The Red Phallus (Bhutan, 2018)

At times frustratingly caught between art-house mood piece and ethnographic record, Tashi Gyeltshen’s first feature The Red Phallus nonetheless affords a glimpse of how life in contemporary Bhutan is also hard to define as its inhabitants remain tied to tradition while making the transition to modernity. Centering on the travails of a deeply misunderstood teenage girl, the film foregrounds the issue of patriarchy while providing a regional portrait that often lingers on the rugged beauty of surrounding landscape without shying away from uglier aspects of inescapable everyday experience. As the girl’s older lover sardonically puts it, “I doubt anyone can get out of this paradise.”

16-year-old schoolgirl Sangay (Tshering Euden) lives with her widowed father Ap Atsara (Dorji Gyeltshen) in the valley of Phobjika, close to the Black Mountains of central Bhutan. He makes a living by sculpting phallic, bright red totems which are used to ward off evil spirits and also undertakes the role of a clown-like figure in local ceremonies. However, the respect that his craftsmanship receives from senior villagers does not extend to the local school where Sangay is taunted by her classmates. Arriving early for class one morning, she finds a drawing of an erect penis on the blackboard, and this is presumably not the first instance of such immature humiliation. Sangay is four years behind in her studies and often skips school to instead carry on an affair with married butcher Passa (Singye), whose inherited livelihood puts him at the bottom of the caste system.

Through choice repetitions, notably Ap Atsara chiding his daughter for not waking up in time for school, the film maintains a methodical rhythm that conveys how Sangay’s spirit is being sapped by unfulfilling routine while illustrating how she is pushed towards a tragic tipping point. Gyeltshen’s depiction of men constitute a systematic critique of patriarchal power structure as Sangay is belittled by representatives of various generations and professions. If age gap and married status entail that Passa is obviously not an ideal soulmate, he at least seems to be sensitive to Sangay’s tribulations, only for his masculine entitlement to rear its head when she rebuffs his suggestion of moving to the city. Regardless of his lowly position in the community, Passa still considers Sangay to be subservient to his needs on gender terms, causing their tranquil hillside respite to take a disturbing turn. At home, Ap Atsara is a detached figure, diligently maintaining the role of breadwinner but unable to fill the emotional void left by the passing of his wife. Oblivious to how his daughter is being bullied, he even sends her on errands to deliver phalluses, which only intensifies the taunting. Then, there is the school headmaster (Choten Wangchuk) who disciplines Sangay for her truancy but is more concerned about her relationship with Passa on the basis of social hierarchy than with her poor academic record.

Despite its precise, even painstaking aesthetic, this visually striking film doesn’t always feel fully realized. It’s confidently mounted with Jigme T. Tenzing cinematography capturing the breathtaking landscape and hypnotic cloud formations while shrouding Sangay’s wanderings in a pervading misty greyness. In tandem with excellent sound design by Niraj Gera – the accentuation of valley breeze and crackling fire may give you goose bumps – these images creates an other-worldly sense of alienation and oppression. Framing also keeps characters at a studied distance, not just in the wide exteriors but also during interior scenes wherein actors are kept at a remove from the camera or positioned sideways to limit emotional access in favor of accentuating the overall environment. However, the relationships and class conflicts are underdeveloped with forced expository dialogue breaking the insidiously meditative spell.

Completing a trilogy after Gyeltshen’s shorts Girl with a Red Sky (2011) and The Red Door (2014), the film finds the director making a tentative transition to features. His use of symbolism is hardly subtle (all those totems ironically provide little protection for the heroine) but places him among a growing band of Bhutanese filmmakers unafraid to tackle thorny social issues. The defining sequence comes just fifteen minutes in as Sangay is followed ominously through a field by dozens of masked men who make unsettling cracking noises. Eerie and pointed, it’s a self-contained critique of psychological violence that has the side effect of rendering the remainder of this commendable first feature more grimly inevitable than unerringly compelling.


If a line in the data below holds the word "diagonal", copy it.

Segment Start: STUDY MATERIAL

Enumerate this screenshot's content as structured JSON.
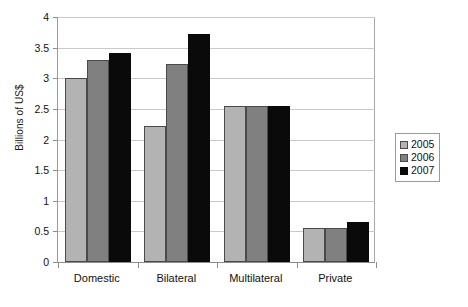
{
  "chart_data": {
    "type": "bar",
    "title": "",
    "xlabel": "",
    "ylabel": "Billions of US$",
    "categories": [
      "Domestic",
      "Bilateral",
      "Multilateral",
      "Private"
    ],
    "series": [
      {
        "name": "2005",
        "color": "#b3b3b3",
        "values": [
          3.0,
          2.22,
          2.55,
          0.55
        ]
      },
      {
        "name": "2006",
        "color": "#808080",
        "values": [
          3.3,
          3.23,
          2.55,
          0.55
        ]
      },
      {
        "name": "2007",
        "color": "#0a0a0a",
        "values": [
          3.42,
          3.73,
          2.55,
          0.65
        ]
      }
    ],
    "ylim": [
      0,
      4
    ],
    "ytick_step": 0.5,
    "ytick_labels": [
      "0",
      "0.5",
      "1",
      "1.5",
      "2",
      "2.5",
      "3",
      "3.5",
      "4"
    ],
    "grid": true,
    "legend_position": "right"
  },
  "legend": {
    "entries": [
      {
        "label": "2005"
      },
      {
        "label": "2006"
      },
      {
        "label": "2007"
      }
    ]
  }
}
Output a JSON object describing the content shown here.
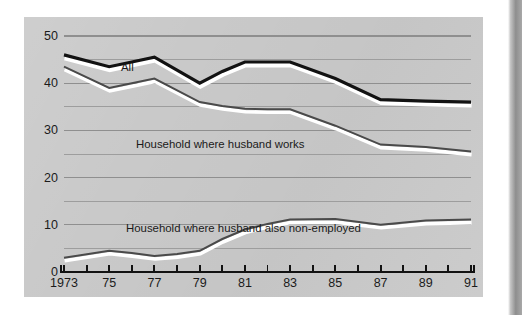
{
  "figure": {
    "panel_bg": "#c9c9c9",
    "page_bg": "#ffffff"
  },
  "chart_data": {
    "type": "line",
    "title": "",
    "subtitle": "",
    "xlabel": "",
    "ylabel": "",
    "grid": true,
    "legend_position": "inline-annotations",
    "xlim": [
      1973,
      1991
    ],
    "ylim": [
      0,
      50
    ],
    "ytick_labels": [
      "0",
      "10",
      "20",
      "30",
      "40",
      "50"
    ],
    "yticks": [
      0,
      10,
      20,
      30,
      40,
      50
    ],
    "y_minor_gridlines": [
      5,
      15,
      25,
      35,
      45
    ],
    "xtick_labels": [
      "1973",
      "",
      "75",
      "",
      "77",
      "",
      "79",
      "",
      "81",
      "",
      "83",
      "",
      "85",
      "",
      "87",
      "",
      "89",
      "",
      "91"
    ],
    "x": [
      1973,
      1974,
      1975,
      1976,
      1977,
      1978,
      1979,
      1980,
      1981,
      1982,
      1983,
      1984,
      1985,
      1986,
      1987,
      1988,
      1989,
      1990,
      1991
    ],
    "x_labeled": [
      {
        "year": 1973,
        "label": "1973"
      },
      {
        "year": 1975,
        "label": "75"
      },
      {
        "year": 1977,
        "label": "77"
      },
      {
        "year": 1979,
        "label": "79"
      },
      {
        "year": 1981,
        "label": "81"
      },
      {
        "year": 1983,
        "label": "83"
      },
      {
        "year": 1985,
        "label": "85"
      },
      {
        "year": 1987,
        "label": "87"
      },
      {
        "year": 1989,
        "label": "89"
      },
      {
        "year": 1991,
        "label": "91"
      }
    ],
    "series": [
      {
        "name": "All",
        "label": "All",
        "color": "#121212",
        "width": 3.2,
        "x": [
          1973,
          1975,
          1976,
          1977,
          1979,
          1980,
          1981,
          1982,
          1983,
          1985,
          1987,
          1989,
          1991
        ],
        "values": [
          46.0,
          43.5,
          44.5,
          45.5,
          40.0,
          42.5,
          44.5,
          44.5,
          44.5,
          41.0,
          36.5,
          36.2,
          36.0
        ]
      },
      {
        "name": "Household where husband works",
        "label": "Household where husband works",
        "color": "#4a4a4a",
        "width": 2.0,
        "x": [
          1973,
          1975,
          1976,
          1977,
          1979,
          1980,
          1981,
          1982,
          1983,
          1985,
          1987,
          1989,
          1991
        ],
        "values": [
          43.5,
          39.0,
          40.0,
          41.0,
          36.0,
          35.2,
          34.6,
          34.5,
          34.5,
          31.0,
          27.0,
          26.5,
          25.5
        ]
      },
      {
        "name": "Household where husband also non-employed",
        "label": "Household where husband also non-employed",
        "color": "#4a4a4a",
        "width": 2.0,
        "x": [
          1973,
          1975,
          1976,
          1977,
          1978,
          1979,
          1980,
          1981,
          1982,
          1983,
          1985,
          1987,
          1989,
          1991
        ],
        "values": [
          3.0,
          4.5,
          4.0,
          3.4,
          3.8,
          4.5,
          7.0,
          9.0,
          10.2,
          11.1,
          11.2,
          10.0,
          10.9,
          11.1
        ]
      }
    ]
  }
}
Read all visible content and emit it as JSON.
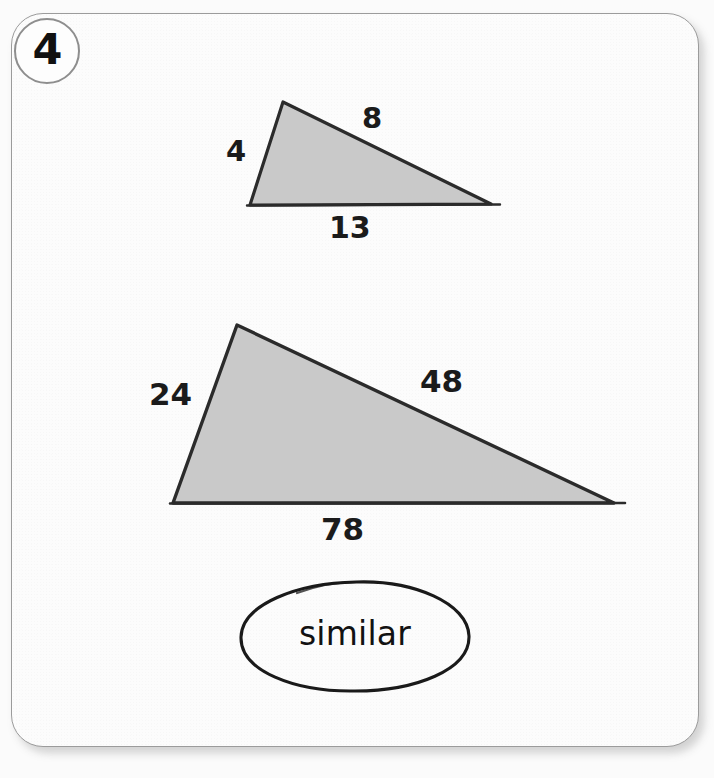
{
  "problem": {
    "number": "4",
    "answer": "similar"
  },
  "figures": [
    {
      "name": "small-triangle",
      "labels": {
        "left_side": "4",
        "hypotenuse": "8",
        "base": "13"
      }
    },
    {
      "name": "large-triangle",
      "labels": {
        "left_side": "24",
        "hypotenuse": "48",
        "base": "78"
      }
    }
  ],
  "colors": {
    "page_background": "#fbfbfb",
    "card_background": "#fcfcfc",
    "card_border": "#9b9b9b",
    "triangle_fill": "#c9c9c9",
    "triangle_stroke": "#2b2b2b",
    "ink": "#1b1b1b"
  }
}
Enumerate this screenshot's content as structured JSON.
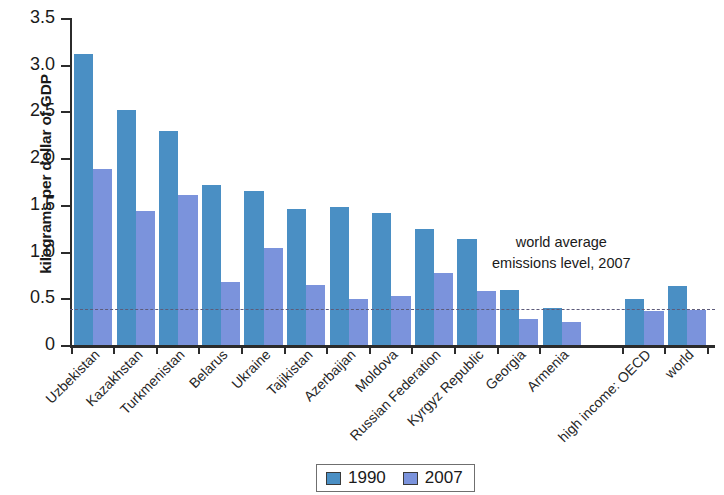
{
  "chart_data": {
    "type": "bar",
    "title": "",
    "xlabel": "",
    "ylabel": "kilograms per dollar of GDP",
    "ylim": [
      0,
      3.5
    ],
    "ytick_labels": [
      "3.5",
      "3.0",
      "2.5",
      "2.0",
      "1.5",
      "1.0",
      "0.5",
      "0"
    ],
    "ytick_values": [
      3.5,
      3.0,
      2.5,
      2.0,
      1.5,
      1.0,
      0.5,
      0
    ],
    "grid": false,
    "legend_position": "bottom-center",
    "categories": [
      "Uzbekistan",
      "Kazakhstan",
      "Turkmenistan",
      "Belarus",
      "Ukraine",
      "Tajikistan",
      "Azerbaijan",
      "Moldova",
      "Russian Federation",
      "Kyrgyz Republic",
      "Georgia",
      "Armenia",
      "high income: OECD",
      "world"
    ],
    "series": [
      {
        "name": "1990",
        "color": "#4a8fc4",
        "values": [
          3.11,
          2.52,
          2.29,
          1.71,
          1.65,
          1.46,
          1.48,
          1.41,
          1.24,
          1.13,
          0.59,
          0.4,
          0.49,
          0.63
        ]
      },
      {
        "name": "2007",
        "color": "#7b93dc",
        "values": [
          1.88,
          1.43,
          1.61,
          0.67,
          1.04,
          0.64,
          0.49,
          0.52,
          0.77,
          0.58,
          0.28,
          0.25,
          0.36,
          0.37
        ]
      }
    ],
    "annotations": [
      {
        "name": "world-average-reference",
        "line1": "world average",
        "line2": "emissions level, 2007",
        "value": 0.39,
        "style": "dashed",
        "color": "#5d5b7a"
      }
    ]
  },
  "legend": {
    "items": [
      {
        "label": "1990",
        "color": "#4a8fc4"
      },
      {
        "label": "2007",
        "color": "#7b93dc"
      }
    ]
  }
}
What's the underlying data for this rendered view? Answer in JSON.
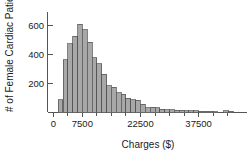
{
  "chart_data": {
    "type": "bar",
    "title": "",
    "subtitle": "",
    "xlabel": "Charges ($)",
    "ylabel": "# of Female Cardiac Patients",
    "grid": false,
    "legend": null,
    "xlim": [
      -1500,
      50000
    ],
    "ylim": [
      0,
      660
    ],
    "x_ticks": [
      0,
      7500,
      22500,
      37500
    ],
    "x_tick_labels": [
      "0",
      "7500",
      "22500",
      "37500"
    ],
    "x_minor_ticks": [
      0,
      3750,
      7500,
      11250,
      15000,
      18750,
      22500,
      26250,
      30000,
      33750,
      37500,
      41250,
      45000
    ],
    "y_ticks": [
      200,
      400,
      600
    ],
    "y_tick_labels": [
      "200",
      "600",
      "400"
    ],
    "y_tick_labels_ordered": [
      "200",
      "400",
      "600"
    ],
    "bin_width": 1250,
    "bin_starts": [
      1250,
      2500,
      3750,
      5000,
      6250,
      7500,
      8750,
      10000,
      11250,
      12500,
      13750,
      15000,
      16250,
      17500,
      18750,
      20000,
      21250,
      22500,
      23750,
      25000,
      26250,
      27500,
      28750,
      30000,
      31250,
      32500,
      33750,
      35000,
      36250,
      37500,
      38750,
      40000,
      41250,
      44000,
      45250
    ],
    "values": [
      85,
      345,
      450,
      500,
      580,
      545,
      460,
      360,
      320,
      250,
      175,
      165,
      130,
      120,
      95,
      85,
      80,
      55,
      30,
      35,
      32,
      20,
      18,
      17,
      15,
      14,
      13,
      12,
      10,
      9,
      8,
      7,
      5,
      10,
      9
    ],
    "bar_fill": "#a8a8a8",
    "bar_stroke": "#4d4d4d",
    "axis_color": "#555555",
    "text_color": "#1a1a1a"
  }
}
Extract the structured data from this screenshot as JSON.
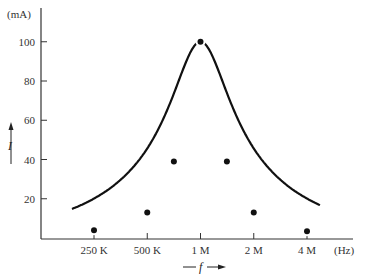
{
  "chart_data": {
    "type": "line",
    "title": "",
    "xlabel": "f",
    "ylabel": "I",
    "x_unit": "(Hz)",
    "y_unit": "(mA)",
    "x_scale": "log2",
    "x_ticks": [
      "250 K",
      "500 K",
      "1 M",
      "2 M",
      "4 M"
    ],
    "y_ticks": [
      20,
      40,
      60,
      80,
      100
    ],
    "ylim": [
      0,
      110
    ],
    "grid": false,
    "legend": null,
    "series": [
      {
        "name": "I vs f (resonance curve)",
        "points": [
          {
            "x": "250 K",
            "y": 4
          },
          {
            "x": "500 K",
            "y": 13
          },
          {
            "x": "707 K",
            "y": 39
          },
          {
            "x": "1 M",
            "y": 100
          },
          {
            "x": "1.41 M",
            "y": 39
          },
          {
            "x": "2 M",
            "y": 13
          },
          {
            "x": "4 M",
            "y": 3.5
          }
        ]
      }
    ]
  }
}
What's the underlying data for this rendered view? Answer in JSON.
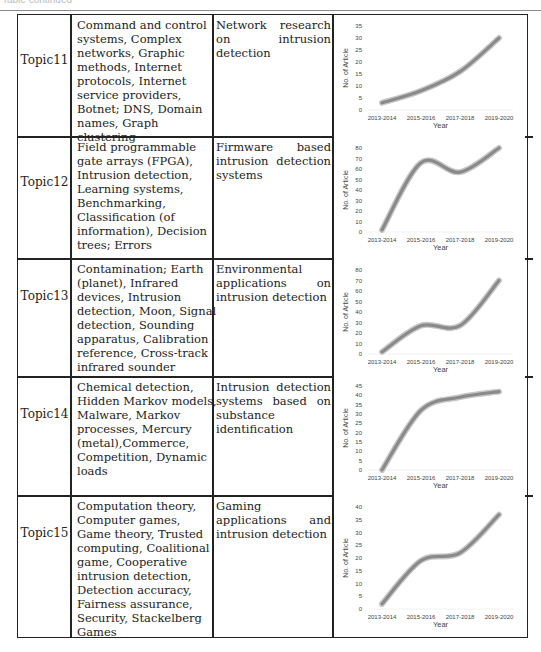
{
  "page": {
    "header_faint_text": "Table continued",
    "rows": [
      {
        "topic": "Topic11",
        "keywords": "Command and control systems, Complex networks, Graphic methods, Internet protocols, Internet service providers, Botnet; DNS, Domain names, Graph clustering",
        "application": "Network research on intrusion detection"
      },
      {
        "topic": "Topic12",
        "keywords": "Field programmable gate arrays (FPGA), Intrusion detection, Learning systems, Benchmarking, Classification (of information), Decision trees; Errors",
        "application": "Firmware based intrusion detection systems"
      },
      {
        "topic": "Topic13",
        "keywords": "Contamination; Earth (planet), Infrared devices, Intrusion detection, Moon, Signal detection, Sounding apparatus, Calibration reference, Cross-track infrared sounder",
        "application": "Environmental applications on intrusion detection"
      },
      {
        "topic": "Topic14",
        "keywords": "Chemical detection, Hidden Markov models, Malware, Markov processes, Mercury (metal),Commerce, Competition, Dynamic loads",
        "application": "Intrusion detection systems based on substance identification"
      },
      {
        "topic": "Topic15",
        "keywords": "Computation theory, Computer games, Game theory, Trusted computing, Coalitional game, Cooperative intrusion detection, Detection accuracy, Fairness assurance, Security, Stackelberg Games",
        "application": "Gaming applications and intrusion detection"
      }
    ]
  },
  "chart_data": [
    {
      "type": "line",
      "title": "Topic11",
      "categories": [
        "2013-2014",
        "2015-2016",
        "2017-2018",
        "2019-2020"
      ],
      "values": [
        3,
        8,
        16,
        30
      ],
      "xlabel": "Year",
      "ylabel": "No. of Article",
      "ylim": [
        0,
        35
      ],
      "yticks": [
        0,
        5,
        10,
        15,
        20,
        25,
        30,
        35
      ],
      "grid": false,
      "smooth": true
    },
    {
      "type": "line",
      "title": "Topic12",
      "categories": [
        "2013-2014",
        "2015-2016",
        "2017-2018",
        "2019-2020"
      ],
      "values": [
        2,
        66,
        57,
        80
      ],
      "xlabel": "Year",
      "ylabel": "No. of Article",
      "ylim": [
        0,
        80
      ],
      "yticks": [
        0,
        10,
        20,
        30,
        40,
        50,
        60,
        70,
        80
      ],
      "grid": false,
      "smooth": true
    },
    {
      "type": "line",
      "title": "Topic13",
      "categories": [
        "2013-2014",
        "2015-2016",
        "2017-2018",
        "2019-2020"
      ],
      "values": [
        2,
        27,
        27,
        70
      ],
      "xlabel": "Year",
      "ylabel": "No. of Article",
      "ylim": [
        0,
        80
      ],
      "yticks": [
        0,
        10,
        20,
        30,
        40,
        50,
        60,
        70,
        80
      ],
      "grid": false,
      "smooth": true
    },
    {
      "type": "line",
      "title": "Topic14",
      "categories": [
        "2013-2014",
        "2015-2016",
        "2017-2018",
        "2019-2020"
      ],
      "values": [
        0,
        32,
        39,
        42
      ],
      "xlabel": "Year",
      "ylabel": "No. of Article",
      "ylim": [
        0,
        45
      ],
      "yticks": [
        0,
        5,
        10,
        15,
        20,
        25,
        30,
        35,
        40,
        45
      ],
      "grid": false,
      "smooth": true
    },
    {
      "type": "line",
      "title": "Topic15",
      "categories": [
        "2013-2014",
        "2015-2016",
        "2017-2018",
        "2019-2020"
      ],
      "values": [
        2,
        19,
        22,
        37
      ],
      "xlabel": "Year",
      "ylabel": "No. of Article",
      "ylim": [
        0,
        40
      ],
      "yticks": [
        0,
        5,
        10,
        15,
        20,
        25,
        30,
        35,
        40
      ],
      "grid": false,
      "smooth": true
    }
  ]
}
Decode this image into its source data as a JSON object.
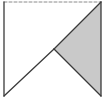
{
  "diagram": {
    "type": "geometric-figure",
    "colors": {
      "stroke": "#3a3a3a",
      "dashed_stroke": "#8a8a8a",
      "shade_fill": "#c9c9c9",
      "background": "#ffffff"
    },
    "points": {
      "top_left": [
        4,
        2
      ],
      "top_right": [
        101,
        2
      ],
      "bottom_left": [
        4,
        96
      ],
      "bottom_right": [
        101,
        96
      ],
      "mid": [
        54,
        49
      ]
    },
    "edges": [
      {
        "name": "top",
        "from": "top_left",
        "to": "top_right",
        "style": "dashed"
      },
      {
        "name": "left",
        "from": "top_left",
        "to": "bottom_left",
        "style": "solid"
      },
      {
        "name": "right",
        "from": "top_right",
        "to": "bottom_right",
        "style": "solid"
      },
      {
        "name": "diagonal-lower",
        "from": "bottom_left",
        "to": "mid",
        "style": "solid"
      },
      {
        "name": "diagonal-upper",
        "from": "mid",
        "to": "top_right",
        "style": "solid"
      },
      {
        "name": "mid-to-bottom-right",
        "from": "mid",
        "to": "bottom_right",
        "style": "solid"
      }
    ],
    "shaded_region": [
      "top_right",
      "mid",
      "bottom_right"
    ]
  }
}
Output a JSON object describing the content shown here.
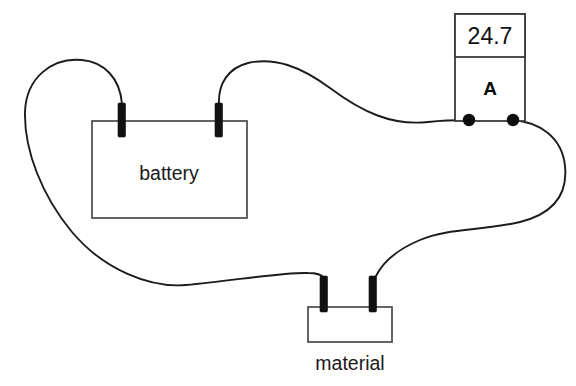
{
  "diagram": {
    "background_color": "#ffffff",
    "wire_color": "#1c1c1c",
    "terminal_color": "#111111"
  },
  "battery": {
    "label": "battery",
    "terminal_left_name": "battery-terminal-left",
    "terminal_right_name": "battery-terminal-right"
  },
  "ammeter": {
    "reading": "24.7",
    "symbol": "A",
    "unit_name": "ampere",
    "terminal_left_name": "ammeter-terminal-left",
    "terminal_right_name": "ammeter-terminal-right"
  },
  "material": {
    "label": "material",
    "terminal_left_name": "material-terminal-left",
    "terminal_right_name": "material-terminal-right"
  },
  "wires": {
    "battery_left_to_material_left": "long left loop",
    "battery_right_to_ammeter_left": "upper arc",
    "ammeter_right_to_material_right": "right s-curve"
  }
}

Segment End: STUDY MATERIAL

RESPONSE AREA ->
        "name": "diagonal-lower",
        "name": "diagonal-upper",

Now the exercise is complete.